This is an odd turn of phrase that appears in today’s first reading from the Daily Lectionary.
The full sentence is:
But the earth will be filled with the knowledge of the glory of the LORD, as the waters cover the sea.
It strikes me as odd because it is the very nature of the sea to be covered with water. Without water, the sea would simply be a valley or a large hole in the ground.
In the same way, God is the very nature of the universe itself. Theologian Paul Tillich referred to God as “the Ground of Being”. St. Thomas Aquinas similarly wrote that it is more appropriate to say that God is “existence” than that God is an object that “exists”.
As a self-described panentheist (not to be confused with pantheism), I would agree with Tillich and Aquinas. Here is how I would say it: God is in all things because, more accurately, all things exist in God.
One of my favorite images of God is the pregnant mother. God creates the universe, distinct but not entirely separate from God. The universe is growing within the divine womb.
When a baby grows inside of her mother, it would not be inaccurate to say that her mother is her whole world. Ask a fetus, “Where is Mom?” And the child would answer (if she could), “Mom is everywhere.”
Does this mean that the mother only exists within the child or the womb that carries her? No, that would be an incomplete statement (although it is certainly reflective of the child’s limited experience). It would be more accurate to say the opposite: That the child exists within her mother, who loves her and sustains her growth.
I believe the same to be true of our relationship to God.
We are not wrong to say that “God is everywhere.” In a sense, we are also justified, based on our limited experience, in saying that “God is in all things.” But I tend to believe the opposite, that “All things exist in God,” just as a fetus grows in her mother’s womb.
This, I think, is at the root of Habakkuk’s vision that the divine shekhinah covers the earth “as the waters cover the sea.” This is the fetus waxing eloquent about the mother.
Even more interesting is the context in which this revelation arises.
If the universe exists within the Divine womb, then it must certainly be a troubled pregnancy. The prophet describes a world gone awry, rife with social stratification where the rich have isolated themselves from the poverty they create by their indulgence:
Alas for you who get evil gain for your houses, setting your nest on high to be safe from the reach of harm! You have devised shame for your house by cutting off many peoples; you have forfeited your life.
The entire economic system is founded on violence and indulgence:
Alas for you who build a town by bloodshed, and found a city on iniquity!
He describes it as an act of rape:
Alas for you who make your neighbors drink, pouring out your wrath until they are drunk, in order to gaze on their nakedness!
The destruction extends even to the earth itself. The prophet warns of mass extinction emerging from human exploitation of the environment:
For the violence done to Lebanon will overwhelm you; the destruction of the animals will terrify you– because of human bloodshed and violence to the earth, to cities and all who live in them.
Yet, the central truth remains: That the universe exists within the Divine womb.
We have only forgotten it. Unable to see the mother’s face directly, we have decided that we homo sapiens are the be-all, end-all of existence. We have decided that this womb, the amniotic fluid, the umbilical cord, and our magnificent selves are the product of some unknown, random accident.
Believing ourselves to be the only intelligence in the cosmos, we try to set ourselves in the place of God, and quickly discover that we are bad at the job. Destruction ensues.
Habakkuk invites us to return to our roots by way of contemplation. He writes:
I will stand at my watchpost, and station myself on the rampart; I will keep watch to see what he will say to me, and what he will answer concerning my complaint.
Again:
For there is still a vision for the appointed time; it speaks of the end, and does not lie. If it seems to tarry, wait for it; it will surely come, it will not delay.
And finally:
But the LORD is in his holy temple; let all the earth keep silence before him!
The prophet interrupts his descriptions of violence with repeated calls to “watch” and “wait” in silence. The dual-practice of prayer and meditation empowers us to disconnect from the mindless flow of chaos around us and see reality more clearly.
A fighting couple stop their arguing momentarily to take a deep breath, and suddenly the situation becomes clearer.
Gandhi famously said that, if only one percent of the world’s population would meditate, there would be peace on earth.
The practice of contemplative spirituality might not change the world directly, but it does change those who practice it. It changes our perspective and relationship to the world. It frees us from the endless cycles of violence so that we (as Gandhi also said) can “be the change we wish to see in the world.”
Contemplation reconnects us to the Ground of Being. It increases our conscious awareness of the Divine presence, which “covers the earth as the waters cover the sea.”
This deepened relationship with God is the fruit of contemplative prayer. It is what the prophet refers to as “the knowledge of the glory of the Lord.”
“The Lord is in his holy temple; let all the earth keep silence before him!”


▸ **EXERCISE OBJECTIVE**:
Pick each line that has "mutants" out of the records.

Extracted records
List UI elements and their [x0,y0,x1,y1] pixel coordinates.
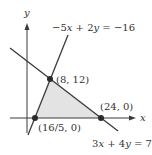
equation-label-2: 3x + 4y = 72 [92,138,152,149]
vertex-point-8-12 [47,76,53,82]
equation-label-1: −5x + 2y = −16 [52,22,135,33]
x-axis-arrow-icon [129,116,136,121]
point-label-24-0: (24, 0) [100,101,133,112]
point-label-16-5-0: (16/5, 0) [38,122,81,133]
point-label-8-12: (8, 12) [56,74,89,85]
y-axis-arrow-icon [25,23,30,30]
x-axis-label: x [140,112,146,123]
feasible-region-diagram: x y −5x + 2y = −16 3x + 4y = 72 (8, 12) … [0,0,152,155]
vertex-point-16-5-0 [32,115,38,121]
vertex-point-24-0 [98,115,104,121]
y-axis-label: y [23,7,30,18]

==

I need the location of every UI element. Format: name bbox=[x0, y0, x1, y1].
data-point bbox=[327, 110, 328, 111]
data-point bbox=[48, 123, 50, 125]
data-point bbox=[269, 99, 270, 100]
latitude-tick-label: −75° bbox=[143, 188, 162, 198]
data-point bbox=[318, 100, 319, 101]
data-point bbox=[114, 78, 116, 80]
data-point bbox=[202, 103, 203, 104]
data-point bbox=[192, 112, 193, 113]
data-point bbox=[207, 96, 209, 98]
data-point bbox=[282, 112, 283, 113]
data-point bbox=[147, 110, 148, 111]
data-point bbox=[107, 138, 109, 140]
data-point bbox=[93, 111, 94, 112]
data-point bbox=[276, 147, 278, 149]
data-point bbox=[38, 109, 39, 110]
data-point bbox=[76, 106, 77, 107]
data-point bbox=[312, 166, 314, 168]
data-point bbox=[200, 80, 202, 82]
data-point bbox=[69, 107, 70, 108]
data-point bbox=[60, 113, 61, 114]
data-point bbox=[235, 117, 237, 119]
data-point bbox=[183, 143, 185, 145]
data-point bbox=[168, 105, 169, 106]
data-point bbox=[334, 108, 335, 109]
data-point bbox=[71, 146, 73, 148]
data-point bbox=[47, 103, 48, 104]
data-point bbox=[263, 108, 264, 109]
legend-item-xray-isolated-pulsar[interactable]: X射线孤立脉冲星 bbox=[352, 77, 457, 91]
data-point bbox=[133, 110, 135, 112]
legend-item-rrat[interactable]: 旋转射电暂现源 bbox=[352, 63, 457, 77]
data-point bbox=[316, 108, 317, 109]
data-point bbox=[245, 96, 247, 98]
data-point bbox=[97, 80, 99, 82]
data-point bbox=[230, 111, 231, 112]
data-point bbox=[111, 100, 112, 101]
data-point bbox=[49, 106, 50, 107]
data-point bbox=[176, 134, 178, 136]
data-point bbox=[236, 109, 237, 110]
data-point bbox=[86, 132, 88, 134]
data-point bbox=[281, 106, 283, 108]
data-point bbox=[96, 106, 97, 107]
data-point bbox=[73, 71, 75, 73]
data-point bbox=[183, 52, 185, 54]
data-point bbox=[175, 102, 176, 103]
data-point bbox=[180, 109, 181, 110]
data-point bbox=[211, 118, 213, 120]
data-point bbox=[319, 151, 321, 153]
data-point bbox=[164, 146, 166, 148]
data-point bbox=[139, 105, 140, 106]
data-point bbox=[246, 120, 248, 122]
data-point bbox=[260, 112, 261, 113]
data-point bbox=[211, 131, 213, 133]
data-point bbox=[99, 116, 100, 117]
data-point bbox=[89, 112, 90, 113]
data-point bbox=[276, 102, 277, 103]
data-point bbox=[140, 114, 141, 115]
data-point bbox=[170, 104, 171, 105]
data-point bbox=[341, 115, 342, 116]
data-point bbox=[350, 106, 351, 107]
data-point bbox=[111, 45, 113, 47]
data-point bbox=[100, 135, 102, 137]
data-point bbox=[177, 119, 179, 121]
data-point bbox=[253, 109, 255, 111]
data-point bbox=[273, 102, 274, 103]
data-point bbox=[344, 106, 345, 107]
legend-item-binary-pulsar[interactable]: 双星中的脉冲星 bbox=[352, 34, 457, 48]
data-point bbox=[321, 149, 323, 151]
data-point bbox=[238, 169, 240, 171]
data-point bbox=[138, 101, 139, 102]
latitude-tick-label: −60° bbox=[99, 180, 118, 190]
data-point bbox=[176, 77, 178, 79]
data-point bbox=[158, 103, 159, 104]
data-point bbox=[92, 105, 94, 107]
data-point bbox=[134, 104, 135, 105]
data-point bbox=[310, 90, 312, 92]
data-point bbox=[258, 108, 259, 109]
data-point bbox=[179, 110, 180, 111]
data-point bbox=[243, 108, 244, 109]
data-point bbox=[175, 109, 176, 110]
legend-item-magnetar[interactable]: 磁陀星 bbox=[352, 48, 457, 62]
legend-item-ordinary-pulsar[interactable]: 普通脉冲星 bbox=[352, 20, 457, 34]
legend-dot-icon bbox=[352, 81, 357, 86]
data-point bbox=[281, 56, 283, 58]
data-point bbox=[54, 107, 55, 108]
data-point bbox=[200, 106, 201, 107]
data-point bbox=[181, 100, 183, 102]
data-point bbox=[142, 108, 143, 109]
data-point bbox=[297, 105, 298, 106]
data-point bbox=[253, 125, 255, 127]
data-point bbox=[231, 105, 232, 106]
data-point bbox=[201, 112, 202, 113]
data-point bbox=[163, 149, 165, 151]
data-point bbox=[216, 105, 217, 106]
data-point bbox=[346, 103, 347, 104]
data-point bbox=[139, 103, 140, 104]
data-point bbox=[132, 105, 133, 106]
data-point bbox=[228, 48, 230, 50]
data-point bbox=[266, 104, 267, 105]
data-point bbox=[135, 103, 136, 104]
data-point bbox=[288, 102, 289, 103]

--

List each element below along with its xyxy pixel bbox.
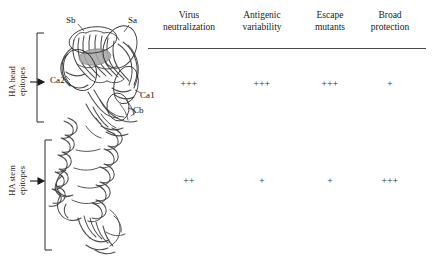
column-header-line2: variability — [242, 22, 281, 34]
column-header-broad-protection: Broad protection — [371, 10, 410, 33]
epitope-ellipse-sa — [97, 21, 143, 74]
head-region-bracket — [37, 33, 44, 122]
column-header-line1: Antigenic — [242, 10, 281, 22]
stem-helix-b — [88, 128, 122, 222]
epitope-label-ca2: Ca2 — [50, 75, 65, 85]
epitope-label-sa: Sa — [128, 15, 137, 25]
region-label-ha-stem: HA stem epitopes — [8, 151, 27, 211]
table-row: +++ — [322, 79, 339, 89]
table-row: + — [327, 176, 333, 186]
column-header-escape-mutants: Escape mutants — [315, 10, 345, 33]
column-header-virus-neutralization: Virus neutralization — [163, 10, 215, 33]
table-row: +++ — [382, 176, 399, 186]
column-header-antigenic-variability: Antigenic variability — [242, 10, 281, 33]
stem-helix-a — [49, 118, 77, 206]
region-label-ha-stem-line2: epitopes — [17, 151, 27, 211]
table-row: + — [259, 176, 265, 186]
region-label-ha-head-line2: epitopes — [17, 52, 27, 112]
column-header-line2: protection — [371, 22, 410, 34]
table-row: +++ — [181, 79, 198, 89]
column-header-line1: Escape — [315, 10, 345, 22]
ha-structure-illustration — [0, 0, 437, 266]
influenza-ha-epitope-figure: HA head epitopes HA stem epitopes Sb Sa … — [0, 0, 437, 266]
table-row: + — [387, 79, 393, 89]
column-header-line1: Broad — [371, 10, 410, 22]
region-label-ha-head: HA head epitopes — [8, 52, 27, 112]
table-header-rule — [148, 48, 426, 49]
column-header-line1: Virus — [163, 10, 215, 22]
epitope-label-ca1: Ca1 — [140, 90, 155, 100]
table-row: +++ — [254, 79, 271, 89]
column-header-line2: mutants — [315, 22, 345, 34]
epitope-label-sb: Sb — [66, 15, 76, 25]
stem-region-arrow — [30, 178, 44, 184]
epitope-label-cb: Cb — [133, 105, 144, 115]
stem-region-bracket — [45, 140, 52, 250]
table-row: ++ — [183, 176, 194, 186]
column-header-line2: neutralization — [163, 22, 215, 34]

▸ **ANSWER BOX**:
column-header-escape-mutants: Escape mutants — [315, 10, 345, 33]
column-header-line2: mutants — [315, 22, 345, 34]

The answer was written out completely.